Editorial
Polls, ambitions, and reality

Tuesday 18th June, 2024
SLPP MP and business leader, Dhammika Perera, is reported to have said, nay reiterated, that he will run for President if the SLPP can muster 51% of the votes to be cast. He says he has a plan to develop the country fast, and the SLPP has asked him to fulfil 10 conditions for it to consider fielding him as its presidential candidate, according to a newspaper report published yesterday.
As for recovering lost ground in the foreseeable future to the extent of being able to win another election, presidential or otherwise, the SLPP has the same chances as a snowflake in hell. It cannot even win co-operative society elections. The question is whether it would ever field anyone other than a member of the Rajapaksa family as its presidential candidate if it succeeded in securing enough popular support to contest an election confidently.
The SLPP is a party of the Rajapaksas by the Rajapaksas for the Rajapaksas. It chose to elevate Ranil Wickremesinghe to the presidency because its leaders, who were heading for the hills as fast as their legs could carry them, at the height of the 2022 popular uprising, were left with no other way of ensuring their safety and retaining their grip on power. Any port in a storm, as they say. They now regret having done so as can be seen from their hostility towards President Wickremesinghe. They are not likely to promote any outsider ever again.
It is being argued in some quarters that the SLPP may consider fielding an outsider at the upcoming presidential election because it is convinced that its chances of winning are zero. But there is the possibility of it skipping the presidential election for two reasons; it does not want to suffer a humiliating defeat ahead of the next general election and, above all, the candidate it fields is likely to win over its rank and file. It may be recalled that the UNP fielded Sajith Premadasa as its presidential candidate in 2019; he lost but he emerged powerful in the UNP, broke away with a large number of prominent UNPers and became the Opposition Leader, reducing the UNP to a single National List seat. So, if MP Perera is waiting until the SLPP nominates him as its presidential candidate, it may be a case of waiting for Godot.
It is puzzling why even those who are conversant with statistics, election laws and the electoral system, keep saying that a candidate has to obtain at least 51% of the valid votes to secure the presidency. It may be recalled that Ranasinghe Premadasa and Mahinda Rajapaksa polled only 50.4% and 50.3% of the votes in 1988 and 2005, respectively, to win the presidency.
A candidate who polls more than 50% of the votes can bag the presidency straightaway, but that is not a necessary condition for winning a presidential election. True, since 1982, all elected Presidents have crossed the halfway mark, but there could arise situations where no presidential candidate polls more than 50% of the votes, causing the second and third preferences to be counted, and the candidate who obtains the highest number of votes is declared the winner even if he or she fails to secure more than 50% of votes.
Given the many splits in the anti-government vote, in the South, and the possibility of the upcoming presidential election becoming a three-cornered contest, chances are that no candidate will be able to secure more than 50% of votes to win the presidency. The prospective presidential candidates are aware of this possibility if their desperate efforts to woo the Tamil votes in the North and the East are any indication. They are running around like headless chickens in those parts of the country, making numerous promises, and distributing handouts in a bid to garner votes. The SLFP (Maithripala faction) is also reported to have launched what is described as its presidential election campaign. The entry of more candidates will change the dynamics of the presidential contest drastically and make the headless chickens run around even faster.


Which lines of the records below contain the string "labels"? Report each of them.

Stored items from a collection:

##########

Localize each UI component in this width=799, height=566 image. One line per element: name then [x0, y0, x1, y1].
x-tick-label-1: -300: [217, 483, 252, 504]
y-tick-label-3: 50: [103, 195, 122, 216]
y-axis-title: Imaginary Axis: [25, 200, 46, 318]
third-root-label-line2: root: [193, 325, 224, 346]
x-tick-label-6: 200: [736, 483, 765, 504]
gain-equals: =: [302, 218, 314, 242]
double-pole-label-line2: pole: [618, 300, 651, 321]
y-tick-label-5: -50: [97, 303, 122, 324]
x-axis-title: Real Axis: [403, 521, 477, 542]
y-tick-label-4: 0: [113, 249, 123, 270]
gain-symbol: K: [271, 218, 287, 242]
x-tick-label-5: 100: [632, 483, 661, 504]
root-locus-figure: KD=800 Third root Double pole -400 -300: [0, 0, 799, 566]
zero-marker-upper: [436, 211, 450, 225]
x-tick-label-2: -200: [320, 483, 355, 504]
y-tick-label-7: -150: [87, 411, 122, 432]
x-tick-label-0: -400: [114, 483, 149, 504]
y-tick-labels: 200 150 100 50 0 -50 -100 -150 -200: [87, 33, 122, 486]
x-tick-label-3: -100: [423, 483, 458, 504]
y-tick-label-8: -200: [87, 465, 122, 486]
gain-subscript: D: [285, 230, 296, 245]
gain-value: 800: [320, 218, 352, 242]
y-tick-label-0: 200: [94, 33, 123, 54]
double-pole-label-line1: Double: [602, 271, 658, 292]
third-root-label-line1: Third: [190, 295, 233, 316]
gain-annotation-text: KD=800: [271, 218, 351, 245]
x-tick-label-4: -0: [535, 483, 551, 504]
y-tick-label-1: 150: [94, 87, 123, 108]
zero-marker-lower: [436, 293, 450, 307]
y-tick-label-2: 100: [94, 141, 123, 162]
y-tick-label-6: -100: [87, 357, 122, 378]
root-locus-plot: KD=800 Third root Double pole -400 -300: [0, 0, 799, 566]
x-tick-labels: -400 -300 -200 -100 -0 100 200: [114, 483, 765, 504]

##########

**ANSWER TO THIS TASK**
y-tick-labels: 200 150 100 50 0 -50 -100 -150 -200: [87, 33, 122, 486]
x-tick-labels: -400 -300 -200 -100 -0 100 200: [114, 483, 765, 504]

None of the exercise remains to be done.